Coakley-Brown Senate Race High-Stakes for Dems, Health Care Overhaul
President Obama taped robo-calls for Coakley and will travel to Mass. on Sunday.
Jan. 15, 2010— -- President Obama is planning a last-minute visit to Massachusetts to campaign for an embattled Democratic candidate there as concern mounts among national and state party leaders about the possibility of ceding their 60th Senate vote to Republicans.
The entry of Obama into the campaign comes as the battle between Democratic state Attorney General Martha Coakley and Republican State Sen. Scott Brown appears surprisingly close in some polls before Tuesday's election with Democrats increasingly on edge.
White House spokesman Robert Gibbs took a shot at Brown during a press briefing today, saying Brown "feels comfortable fighting for the insurance industry and big banks." Gibbs also described the special election as "a referendum on who's side are you on," not on President Obama.
Massachusetts, where registered Democrats outnumber Republicans by more than three to one, has long been a Democratic stronghold, sending two Democratic senators to Washington for each of the past 31 years.
Obama's visit, as well as other high-profile Democrats', signals a last ditch effort to try to energize the Democratic base and counteract what some party members speculate has been a defection of independent voters to Brown.
Former President Bill Clinton is appearing with Coakley at two campaign events today. Ted Kennedy's widow, Vicki, is appearing in a television ad, and earlier this week President Obama taped a last-minute phone appeal.
In a robo-call going out across Massachusetts today, Obama says he rarely makes such calls but "the stakes are so high."
Click HERE to listen to the robo-call.
At risk for Democrats is a key senate seat, the legacy of a political dynasty and maybe even the future of national health care legislation. Democrats have a bare legislative majority in the U.S. Senate with 60 votes, and losing the Massachusetts seat to a Republican could prove decisive.
If elected, Brown said, he would vote against the Democrats' health care overhaul bill "It's not good for Massachusetts and it's, quite frankly, not good for the country," he said.
Fearing such a possibility, national Democratic groups have poured more than $1 million into the campaign to retain their stronghold in one of the bluest of blue states.

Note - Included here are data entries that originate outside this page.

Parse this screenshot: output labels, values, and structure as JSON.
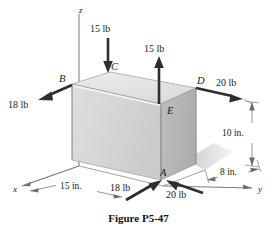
{
  "figure": {
    "caption": "Figure P5-47",
    "caption_x": 0,
    "caption_y": 212
  },
  "axes": [
    {
      "name": "z",
      "label": "z",
      "label_x": 79,
      "label_y": 6
    },
    {
      "name": "x",
      "label": "x",
      "label_x": 13,
      "label_y": 190
    },
    {
      "name": "y",
      "label": "y",
      "label_x": 258,
      "label_y": 190
    }
  ],
  "points": [
    {
      "name": "A",
      "label": "A",
      "label_x": 160,
      "label_y": 172
    },
    {
      "name": "B",
      "label": "B",
      "label_x": 59,
      "label_y": 81
    },
    {
      "name": "C",
      "label": "C",
      "label_x": 108,
      "label_y": 66
    },
    {
      "name": "D",
      "label": "D",
      "label_x": 197,
      "label_y": 80
    },
    {
      "name": "E",
      "label": "E",
      "label_x": 168,
      "label_y": 110
    }
  ],
  "forces": [
    {
      "name": "force-c-down",
      "label": "15 lb",
      "magnitude": 15,
      "unit": "lb",
      "applied_at": "C",
      "direction": "down",
      "label_x": 88,
      "label_y": 26
    },
    {
      "name": "force-e-up",
      "label": "15 lb",
      "magnitude": 15,
      "unit": "lb",
      "applied_at": "E",
      "direction": "up",
      "label_x": 152,
      "label_y": 46
    },
    {
      "name": "force-b-out",
      "label": "18 lb",
      "magnitude": 18,
      "unit": "lb",
      "applied_at": "B",
      "direction": "down-left",
      "label_x": 11,
      "label_y": 104
    },
    {
      "name": "force-d-out",
      "label": "20 lb",
      "magnitude": 20,
      "unit": "lb",
      "applied_at": "D",
      "direction": "right",
      "label_x": 218,
      "label_y": 81
    },
    {
      "name": "force-a-up-right",
      "label": "18 lb",
      "magnitude": 18,
      "unit": "lb",
      "applied_at": "A",
      "direction": "up-right",
      "label_x": 113,
      "label_y": 186
    },
    {
      "name": "force-a-left",
      "label": "20 lb",
      "magnitude": 20,
      "unit": "lb",
      "applied_at": "A",
      "direction": "left",
      "label_x": 167,
      "label_y": 192
    }
  ],
  "dimensions": [
    {
      "name": "dim-x-15in",
      "label": "15 in.",
      "value": 15,
      "unit": "in.",
      "axis": "x",
      "label_x": 62,
      "label_y": 184
    },
    {
      "name": "dim-y-8in",
      "label": "8 in.",
      "value": 8,
      "unit": "in.",
      "axis": "y",
      "label_x": 222,
      "label_y": 177
    },
    {
      "name": "dim-z-10in",
      "label": "10 in.",
      "value": 10,
      "unit": "in.",
      "axis": "z",
      "label_x": 243,
      "label_y": 133
    }
  ],
  "colors": {
    "stroke": "#3a3a3a",
    "arrow": "#2e2e2e",
    "face_front": "#d7d7d7",
    "face_right": "#b6b6b6",
    "face_top": "#e6e6e6",
    "shadow": "#cfcfcf",
    "text": "#1b1b1b",
    "background": "#ffffff"
  }
}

A late fundraising appeal by Vicki Kennedy generated $500,000 in six hours earlier this week, a Democratic National Committee official said, which is one sign of how nervous many Democrats are.
Kennedy's senate seat has been occupied by Sen. Paul Kirk, a Democrat, since his gubernatorial appointment in September, a month after Kennedy's death.

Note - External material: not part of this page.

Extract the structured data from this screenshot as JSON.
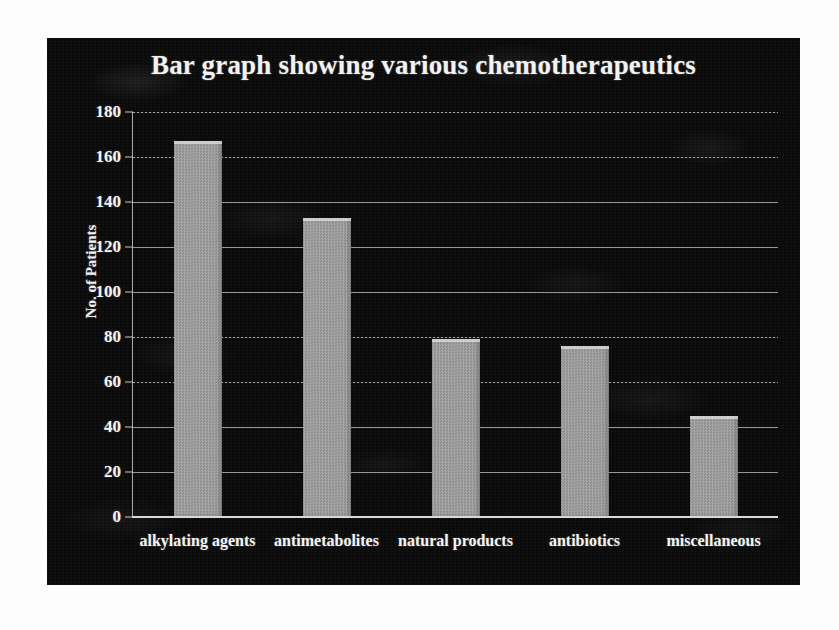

But Republicans, including candidate Brown, are optimistic that Democratic domination of Massachusetts' Senate seats may soon be history.
"With all due respect, it's not Ted Kennedy's seat, it's the people's seat," Brown, 50, said during a recent debate with his rival.
The state senator's candidacy has energized Republicans and Tea Party activists who have poured money into the state to help him campaign. A Republican source familiar with Scott Brown's fundraising told ABC News that Brown has raised more than $1 million online every day this week.
"There's real energy," Brown said. "My phone banks are full. We raised $1.35 million in a day. And I'm going to use every penny of it to fight back against the onslaught that's coming."